More random Deathbat musings. So one thing I have come to accept is what I have really known for years now: I am burned out on GMing games 1-3 times a week. I am also burned out on Roll20, but it does make life easier so I'll give it a pass.
One friend of mine has stepped up to start running a game in my place on Saturday night, which is great. I was running a 5E/Spelljammer sort of deal and it hammered home my issue: I was enjoying it in the moment, but dreading the time between games, having to find the time to prep and get motivated. When I am not motivated, excited for the game at hand, that to me is a clear sign of burnout.
Locally, only a few people in my gaming circle ever GM or try their hand at it. For the vast majority of it, I end up as GM. This is at least partially my own fault, because for most of my decades of gaming I have generally preferred to be the GM as much as possible....I liked the job a great deal for so many years, and as a result I had a lot of players who also liked being players. Gamers who maybe liked to GM a lot? They found other game groups. So my selection over time leaned heavily toward 1 GM and lots of players who like being players.

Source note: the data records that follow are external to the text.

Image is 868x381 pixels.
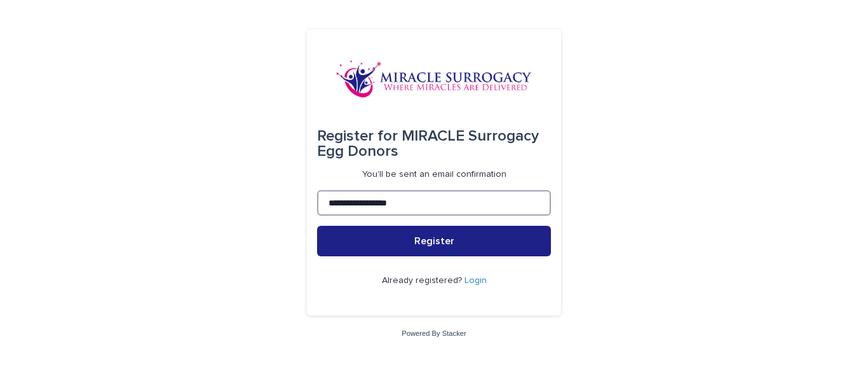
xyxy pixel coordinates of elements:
img: OiFFDOGZQuirLhrlO1ag [336,60,532,98]
span: Register for [317,129,398,144]
span: Already registered? [381,276,464,285]
div: MIRACLE Surrogacy Egg Donors [317,119,550,169]
p: You'll be sent an email confirmation [362,169,507,180]
button: Register [317,226,550,256]
a: Powered By Stacker [401,330,466,337]
a: Login [464,276,487,285]
span: Register [415,236,454,246]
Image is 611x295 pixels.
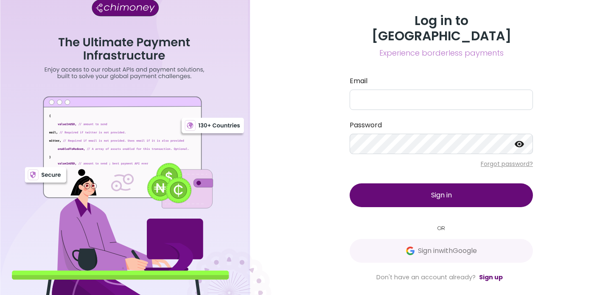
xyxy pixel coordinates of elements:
[349,76,533,86] label: Email
[431,190,452,200] span: Sign in
[349,13,533,44] h3: Log in to [GEOGRAPHIC_DATA]
[349,120,533,130] label: Password
[418,245,477,256] span: Sign in with Google
[349,47,533,59] span: Experience borderless payments
[349,183,533,207] button: Sign in
[479,273,502,281] a: Sign up
[406,246,414,255] img: Google
[349,224,533,232] small: OR
[349,239,533,262] button: GoogleSign inwithGoogle
[376,273,475,281] span: Don't have an account already?
[349,159,533,168] p: Forgot password?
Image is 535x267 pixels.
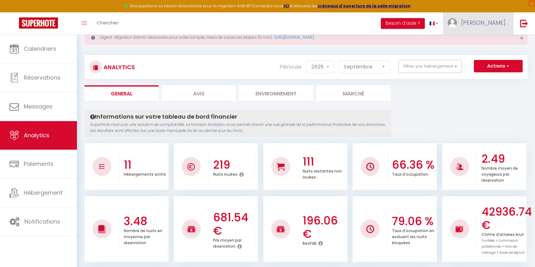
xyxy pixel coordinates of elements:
[239,85,313,101] li: Environnement
[392,214,435,228] h3: 79.06 %
[19,17,58,28] img: Super Booking
[24,45,56,53] span: Calendriers
[366,225,374,233] img: NO IMAGE
[24,188,63,196] span: Hébergement
[392,158,435,171] h3: 66.36 %
[24,73,60,81] span: Réservations
[275,35,314,40] a: [URL][DOMAIN_NAME]
[284,3,289,9] a: ICI
[85,85,159,101] li: General
[92,12,123,35] a: Chercher
[90,113,386,120] h4: Informations sur votre tableau de bord financier
[303,239,317,246] p: RevPAR
[213,158,256,171] h3: 219
[102,60,135,74] h3: Analytics
[482,205,525,231] h3: 42936.74 €
[443,12,514,35] a: ... [PERSON_NAME]
[482,152,525,165] h3: 2.49
[303,155,346,168] h3: 111
[280,60,302,74] label: Période
[508,238,530,262] iframe: Chat
[381,18,425,29] button: Besoin d'aide ?
[482,164,518,183] p: Nombre moyen de voyageurs par réservation
[316,85,390,101] li: Marché
[482,230,525,255] p: Chiffre d'affaires brut
[303,214,346,240] h3: 196.06 €
[520,35,523,41] button: Close
[482,238,525,255] span: (nuitées + commission plateformes + frais de ménage + taxes de séjour)
[448,18,457,28] img: ...
[24,102,53,110] span: Messages
[456,225,464,232] img: NO IMAGE
[124,226,162,245] p: Nombre de nuits en moyenne par réservation
[213,236,242,249] p: Prix moyen par réservation
[213,170,237,177] p: Nuits louées
[303,167,342,180] p: Nuits restantes non louées
[124,214,167,228] h3: 3.48
[392,170,428,177] p: Taux d'occupation
[162,85,236,101] li: Avis
[24,131,49,139] span: Analytics
[90,122,386,134] p: Superhote n'est pas une solution de comptabilité. La fonction Analytics vous permet d'avoir une v...
[474,60,523,73] button: Actions
[85,30,528,45] div: Urgent : Migration Airbnb nécessaire pour votre compte, merci de suivre ces étapes (5 min) -
[97,19,118,26] span: Chercher
[318,3,411,9] a: créneaux d'ouverture de la salle migration
[99,164,104,169] img: NO IMAGE
[124,158,167,171] h3: 11
[5,3,24,22] button: Ouvrir le widget de chat LiveChat
[461,19,506,27] span: [PERSON_NAME]
[392,226,434,245] p: Taux d'occupation en excluant les nuits bloquées
[124,170,166,177] p: Hébergements actifs
[24,160,54,168] span: Paiements
[24,217,60,225] span: Notifications
[213,211,256,237] h3: 681.54 €
[520,19,528,27] img: logout
[520,34,523,42] span: ×
[399,60,462,73] button: Filtrer par hébergement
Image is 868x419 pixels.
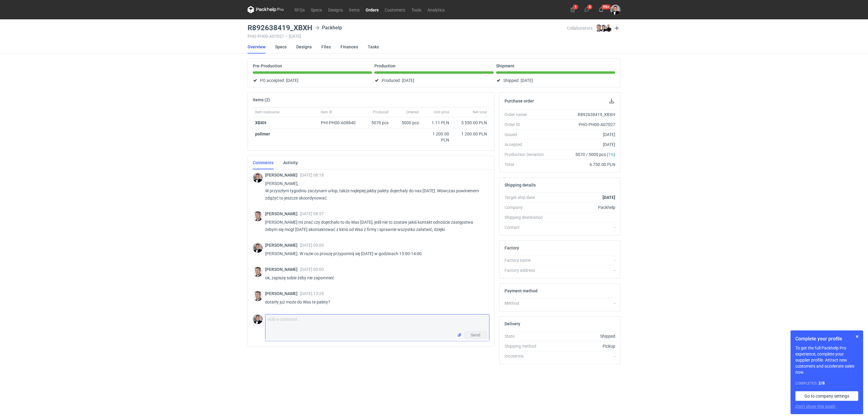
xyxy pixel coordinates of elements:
div: Method [505,301,549,306]
div: 1 200.00 PLN [424,131,449,143]
p: Production [374,64,396,68]
span: • [286,34,287,39]
p: ok, zapiszę sobie żeby nie zapomnieć [265,275,485,282]
span: [DATE] [402,77,415,84]
button: Download PO [608,97,615,105]
span: 1% [609,152,614,157]
span: Unit price [433,110,449,115]
span: Item nickname [255,110,280,115]
p: [PERSON_NAME] mi znać czy dojechało to do Was [DATE], jeśli nie to zostaw jakiś kontakt odnoście ... [265,219,485,233]
div: - [549,225,615,230]
span: [PERSON_NAME] [265,291,300,296]
a: Go to company settings [795,391,859,401]
span: [PERSON_NAME] [265,243,300,248]
div: PHO-PH00-A07027 [DATE] [248,34,567,39]
div: Factory name [505,258,549,263]
img: Maciej Sikora [253,212,263,222]
h1: Complete your profile [795,335,859,343]
h2: Delivery [505,322,520,326]
span: [DATE] [521,77,533,84]
strong: polimer [255,131,270,136]
div: 5070 pcs [364,117,391,128]
a: Overview [248,40,265,54]
img: Maciej Sikora [253,267,263,277]
h3: R892638419_XBXH [248,24,313,31]
button: 4 [582,5,591,15]
span: [DATE] 09:00 [300,243,324,248]
img: Maciej Sikora [595,25,602,32]
img: Tomasz Kubiak [605,25,612,32]
p: Pre-Production [253,64,282,68]
span: [PERSON_NAME] [265,212,300,216]
img: Filip Sobolewski [253,314,263,324]
span: [PERSON_NAME] [265,267,300,272]
div: - [549,258,615,263]
span: Item ID [321,110,333,115]
img: Filip Sobolewski [253,243,263,253]
div: PHI-PH00-A08840 [321,120,361,126]
a: Specs [275,40,287,54]
p: Shipment [496,64,515,68]
button: 99+ [596,5,606,15]
strong: [DATE] [603,195,615,200]
div: 6 750.00 PLN [549,161,615,167]
span: [PERSON_NAME] [265,173,300,177]
div: Factory address [505,268,549,273]
a: Files [321,40,331,54]
span: Net total [473,110,487,115]
div: Production Deviation [505,151,549,157]
div: - [549,301,615,306]
div: 1 200.00 PLN [454,131,487,137]
span: Ordered [406,110,419,115]
img: Maciej Sikora [253,291,263,301]
img: Filip Sobolewski [610,5,620,15]
button: Skip for now [853,333,861,340]
p: dotarły już może do Was te palety? [265,299,485,306]
div: State [505,334,549,339]
a: Items [346,6,363,14]
div: Accepted [505,141,549,147]
h2: Shipping details [505,183,535,187]
div: Shipped: [496,77,615,84]
svg: Packhelp Pro [248,6,284,14]
div: Order name [505,111,549,118]
h2: Purchase order [505,98,534,104]
span: 5070 / 5000 pcs ( ) [576,151,615,157]
button: Don’t show this again [795,404,836,410]
strong: 2 / 8 [818,381,825,385]
a: Analytics [425,6,448,14]
span: Collaborators [567,26,593,31]
div: R892638419_XBXH [549,111,615,118]
button: Edit collaborators [613,24,621,32]
div: Shipped [549,334,615,339]
div: Packhelp [315,24,342,31]
h2: Payment method [505,289,538,293]
div: 5000 pcs [391,117,421,128]
div: PO accepted: [253,77,372,84]
span: [DATE] 08:18 [300,173,324,177]
div: Shipping destination [505,215,549,220]
h2: Factory [505,246,519,250]
span: Produced [373,110,389,115]
img: Filip Sobolewski [600,25,607,32]
a: Activity [283,156,298,169]
div: Completed: [795,380,859,387]
div: Packhelp [549,204,615,210]
div: Produced: [374,77,494,84]
a: Tools [408,6,425,14]
a: Specs [308,6,325,14]
h2: Items (2) [253,97,270,102]
div: Shipping method [505,344,549,349]
img: Filip Sobolewski [253,173,263,183]
a: Tasks [368,40,379,54]
p: [PERSON_NAME]. W razie co proszę przypomnij się [DATE] w godzinach 13:00-14:00. [265,250,485,258]
p: To get the full Packhelp Pro experience, complete your supplier profile. Attract new customers an... [795,345,859,375]
span: [DATE] [286,77,298,84]
div: Company [505,204,549,210]
div: Issued [505,131,549,138]
span: Send [471,333,481,337]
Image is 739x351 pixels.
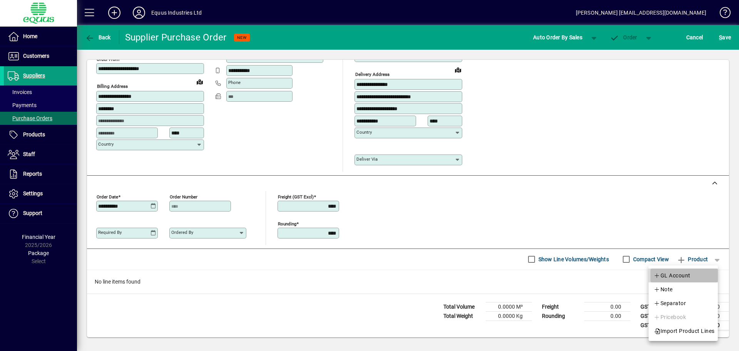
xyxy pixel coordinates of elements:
[654,312,686,321] span: Pricebook
[654,271,691,280] span: GL Account
[649,310,718,324] button: Pricebook
[654,298,686,308] span: Separator
[649,324,718,338] button: Import Product Lines
[649,282,718,296] button: Note
[649,296,718,310] button: Separator
[654,326,715,335] span: Import Product Lines
[649,268,718,282] button: GL Account
[654,285,673,294] span: Note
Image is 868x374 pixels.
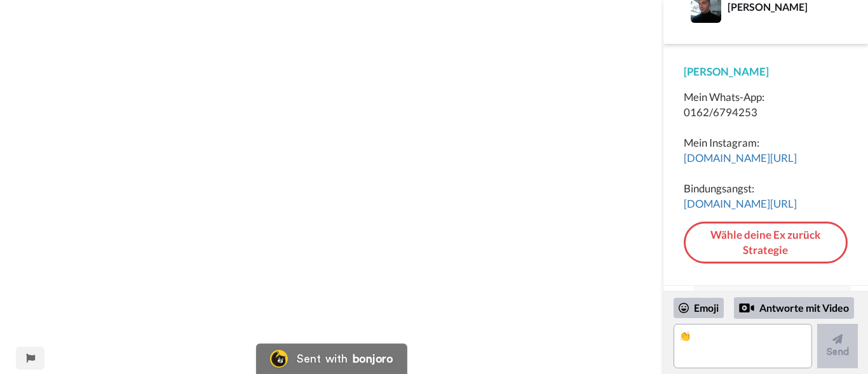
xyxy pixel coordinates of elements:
[296,353,348,365] div: Sent with
[353,353,393,365] div: bonjoro
[684,64,847,80] div: [PERSON_NAME]
[684,222,847,264] a: Wähle deine Ex zurück Strategie
[270,350,288,367] img: Bonjoro Logo
[673,298,724,318] div: Emoji
[684,90,847,211] div: Mein Whats-App: 0162/6794253 Mein Instagram: Bindungsangst:
[739,300,754,316] div: Reply by Video
[256,343,407,374] a: Bonjoro LogoSent withbonjoro
[684,151,797,164] a: [DOMAIN_NAME][URL]
[734,297,854,318] div: Antworte mit Video
[684,197,797,210] a: [DOMAIN_NAME][URL]
[727,1,834,13] div: [PERSON_NAME]
[817,324,858,368] button: Send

Over the years, on occasion I'd feel the burnout but some player could step in and guest GM for a while, but it wasn't too often....just enough for me to get the break I needed and rekindle my enthusiasm for the process.
But in the last few years, for various obvious reasons, I am hitting a hard wall. I want to enjoy the game as I have, but there has been fewer opportunities for guest GMing (especially in the VTT era where that requires more than the usual planning) and so I haven't gotten a break, at all. Thankfully that is changing a bit. It is also a bit harder, because I think two other things are happening that I need to consider carefully.
The first item is that I may have run so much D&D over so long a period that it's just not as engaging for me, anymore. In fact, its been easy to just show up and run a game on what borders on auto-pilot, a part of me so conditioned to run it that it is why I feel like I can have fun "in the moment" while otherwise utterly dreading the task in the time between sessions. In the old days I varied gaming a lot more than I do today. Indeed, GURPS used to be my main system, and as both GM and player I had a small but very dedicated group that was up for whatever; and that system let us do the Whatever part quite well. But in recent years....outside of Cthulhu and Cypher, its not very different, and there are a dearth of the old style of more subtle, investigative and historical/SF games I used to run going on. Some of this, admittedly, is that I have different players with different styles and expectations....and I also feel there is some merit to the suggestion that how players engage with a scenario has changed over time (possibly due to the influence of video games), but that is another blog post in its own right
The other part is best summarized, I feel, as old age. I am 51 now, and there's still years to go with every bit getting worse, but I can feel it in my bones: I am just not as energetic as I used to be. Maybe 3+ nights of gaming a week with me as GM is just no longer a thing I can do, or necessarily want to do! Maybe one night a week might be better....and maybe I need to make that a live night, just to force myself to get out of the house and not sit, for yet more hours, in front of a computer screen. So yeah, I think age has a lot to do with it. Unfortunately age gets us all, and I know some players and ex-GMs who stopped running games for much the same reason.
So for now, solutions I have include:
1. Game fewer nights as GM, get others to take up role more often. Try being a player more, its a welcome relief to be worrying about just one character for once.
2. Look at my games, and put more time (quality) over quantity into what I really want to do; find players who are also in to it. Finish that GURPS Egypt campaign and run it. Start that Cypher Godforsaken campaign when I am good and ready. Prepare the next Cthulhu or Delta Green story arc. Do the stuff that I feel personally more invested in these days.
3. Give D&D a long, hard break. Also, its cousins and heartbreaker buddies, whatever they may be (PF2E, OSE, etc.).
Things to ponder!
EDIT: This post feels awfully doom and gloom at the moment, but I admit I am riding a fun high from running tonight's game. Still, we have a plan of sorts, and it involves Pathfinder for Savage Worlds soon.